The lizard, which the RSPCA has nicknamed “Morpeth,” will remain in the local society pen for a month or two, after which it will be put down or donated to scientific experimentation or other useful purposes.

The Widdrington Inn is a popular country gastropub in the Tyneside area, about 6 miles (10 km) from Morpeth. It specializes in steak-and-ale pie, garlic-and-chive mash, and local game.

Original news story here.

| In Iguanas

Jon Stewart Leibowitz went off script. What is your guidance, my masters?

| In The Press

(From Changing America)

Time may be running out for several well-known invasive species that have established a dangerous foothold in Florida over the years.

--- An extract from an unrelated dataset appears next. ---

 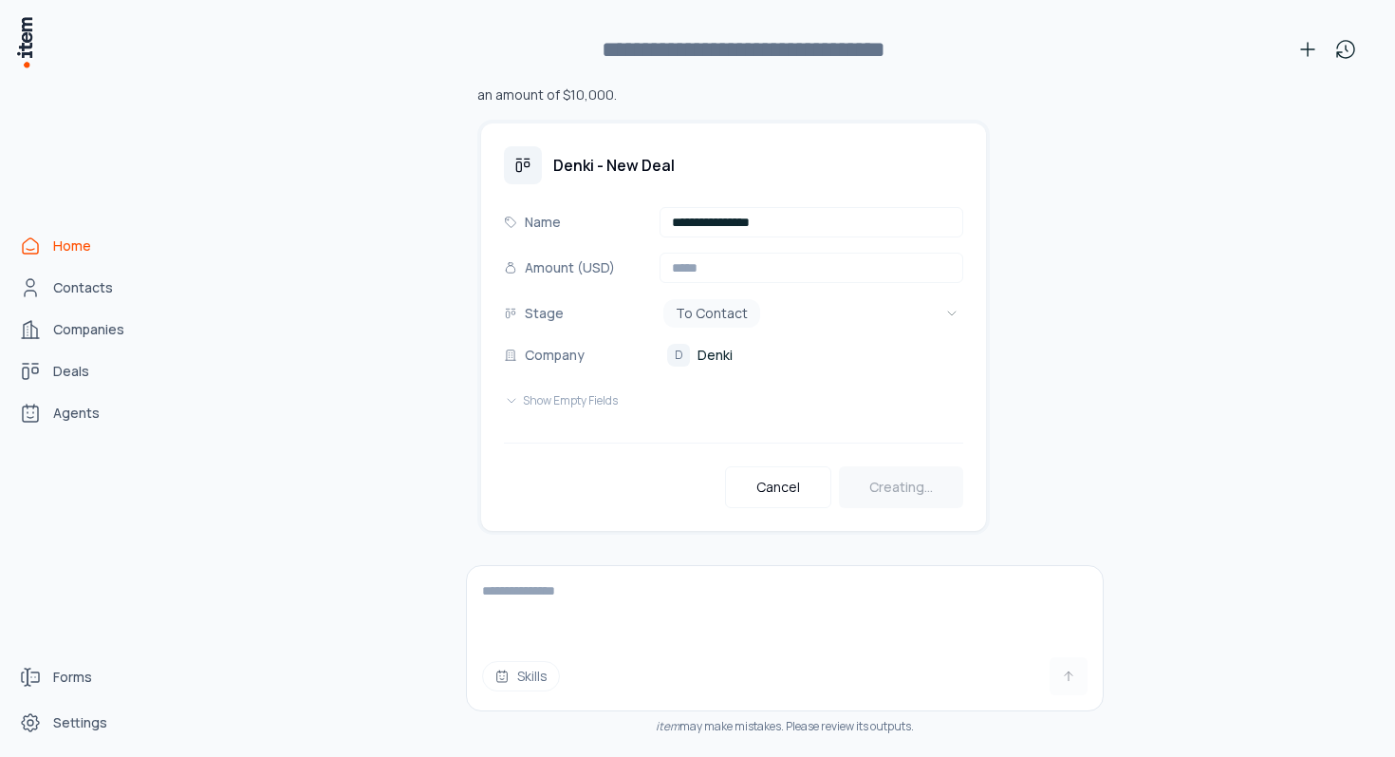 What do you see at coordinates (715, 355) in the screenshot?
I see `span: Denki` at bounding box center [715, 355].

Non-native reptiles have long been considered risks to Florida’s ecology, economy and resident health and safety, so much so that authorities have encouraged Floridians to humanely kill animals like the green iguana, which has been known to crawl into sewers and emerge on the other end of an unfortunate homeowner’s toilet bowl. The state spends about $8 million dollars each year in an effort to mitigate the invasive species.

Read the whole thing!

(Oh no wait, that’s the wrong link. Go here.)

| In Iguanas

More lizards, they are in hiding!

| In Iguanas

We’ve all secretly known that iguanas are really miniature dinosaurs left over the days when the Brontosaurus and Tricerotops ruled the earth! Well now some scientists in Antarctica have discovered there is some truth to this.

As reported by Business Insider:

Brontosaurus in his usual habitat.

Paleontologists have unearthed a new dinosaur relative in the rocks near the South Pole.
They named it Antarctanax shackletoni, or “Antarctic king.”
It was a carnivorous reptile about the size of an iguana that lived roughly 250 million years ago.

The scientists go on to say that although this specimen was a carnivore, it may not have had any teeth!

At the time Antarctanax lived, temperatures in Antarctica rarely dipped below freezing. (The continent froze over much later, around 30 million years ago.)

The reptile was about 4 to 5 feet long, and ate bugs, early mammals, and amphibians.

Sir Ernest Shackleton

“We think it’s an insectivore because of its body size,” Peecock said. “We didn’t find any teeth, but all of Antarctanax’s relatives were carnivorous at the time, so we’re pretty confident.”

Antarctanax shackletoni’s name is in part an homage to British polar explorer Ernest Shackleton, who led multiple Antarctic expeditions in the early 1900s.